10 p 10 The Book of Wine & Seizures - Forbidden Wilde

            (And say; e’en besides gorings & devilry, thou makest a sore & ungorgeous sight, pile’t there b’drunken in the dirt, giving glee to the neighbers agloating to my door, calling, Is not that thy prided son out in Malt, become living filth, and wildly derisable?  And on that day, when the name of this house is Shame, what may I to do save call down assassins upon thine uncouthily dispose’d head?  —’Twere not my choice, rather the implacabol tempers of tradishin; yet I see the sense in them.)

            ’Tis this the endowoment of self-preservy, a finer keepabol for thee than any spendable, O son-had-I.  Fain wud I speak reams at thee of bloodculture cows, of devils and conquerd souls, and sewicide by pride—all, inasmuche as horrortalk maketh aces of a mother’s cautiens.  One child all ready I lose-ed to the immodest grab of werowuffs; mine only other, I wud see him on his feet a season.  Be scare’d & fleet, a darter, presupposing men’s design to see thee sprain’d.  Be sweet, and enter not into terrific deals, lest thy self be grist neath a greater stone.

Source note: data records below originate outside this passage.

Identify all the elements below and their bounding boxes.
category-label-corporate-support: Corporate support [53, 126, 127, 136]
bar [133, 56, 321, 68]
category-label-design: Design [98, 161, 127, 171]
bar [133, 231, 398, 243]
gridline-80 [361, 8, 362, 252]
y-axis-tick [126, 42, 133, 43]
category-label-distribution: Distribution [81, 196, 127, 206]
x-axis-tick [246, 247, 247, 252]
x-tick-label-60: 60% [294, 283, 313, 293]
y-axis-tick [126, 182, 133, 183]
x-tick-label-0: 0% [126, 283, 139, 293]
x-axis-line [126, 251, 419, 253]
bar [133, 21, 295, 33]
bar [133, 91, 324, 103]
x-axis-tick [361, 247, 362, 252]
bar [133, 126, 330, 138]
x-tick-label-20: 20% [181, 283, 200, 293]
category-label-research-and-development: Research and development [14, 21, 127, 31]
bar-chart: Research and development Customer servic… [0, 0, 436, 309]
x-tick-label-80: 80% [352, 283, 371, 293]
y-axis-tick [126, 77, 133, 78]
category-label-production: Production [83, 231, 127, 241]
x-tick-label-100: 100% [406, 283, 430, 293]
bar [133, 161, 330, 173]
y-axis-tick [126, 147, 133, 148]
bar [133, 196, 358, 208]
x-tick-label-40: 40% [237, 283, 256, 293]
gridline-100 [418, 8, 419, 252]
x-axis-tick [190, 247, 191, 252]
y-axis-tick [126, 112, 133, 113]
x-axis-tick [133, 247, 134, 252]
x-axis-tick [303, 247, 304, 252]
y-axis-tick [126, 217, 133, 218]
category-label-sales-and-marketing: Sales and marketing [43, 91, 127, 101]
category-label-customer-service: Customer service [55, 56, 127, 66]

            I do suppose that, dredging through the dives, thou mightst find some stringy wife to slapp the fuzz from thy cheeks and scold it from thine ears.  And fretter’s grooves will array sovereign upon thy creamy brow; before them thy flaxen bangs will rout, and straggle in retreat to high & sparse & shallow rooting.  A diffrent world ’twill be, in the day when I shall stand stoopt in the garden, canesmacking the chokeweed and dripping tears to Odin, and through the rotton gate thine embattld countenance will come a-visit.  And I, so long since speaking, shall out in rookish voice:  Is that thou which wast my son, the abandoner?  Rich first with two chylds, then scuttld down to none, I through cadderax do see thy face groteskt, as in its just dessert thus fixt.  For sure corrupted was thy file in nature, and thine image smeard, in the dizzy bizness of the leaving-day when that thou from me didst zoom.

            So, then.  Upon thy way thou truly zoomest, now, to contest the devil in destiny.  What advising say I to thee?  Hiding is good alway, for there is nought out there that a man can beat.  Yea, e’en the very devil hath misfortunes; a man hath nought but.  Tho that devle in his dealings stumbol, he bounceth up on buttox of galactic sapphire woven with dark light; whereas, a man that goeth down, he sploocheth on buddox made of clay and wove with straw.  And amid the drizzol of adversidy, the man he cometh all apart.  (And moreover, when drizzleth down upon him adversody?  Why, ev’ry day.  ’Tis every day that adverside drizzleth down; and every day that a man cometh apart.)

            Tho, sure, none of this upon the sonchylde which electeth to keep him in the house of his mother—his mother, who, vigorated in the bond with her progeny, is given say over the adverse rules of nature, and demoteth them unto scofft propositiens.  And there in her house may he abide & prospre, except that he hunker in the potchamber past dusk, when the werowulfs reach in.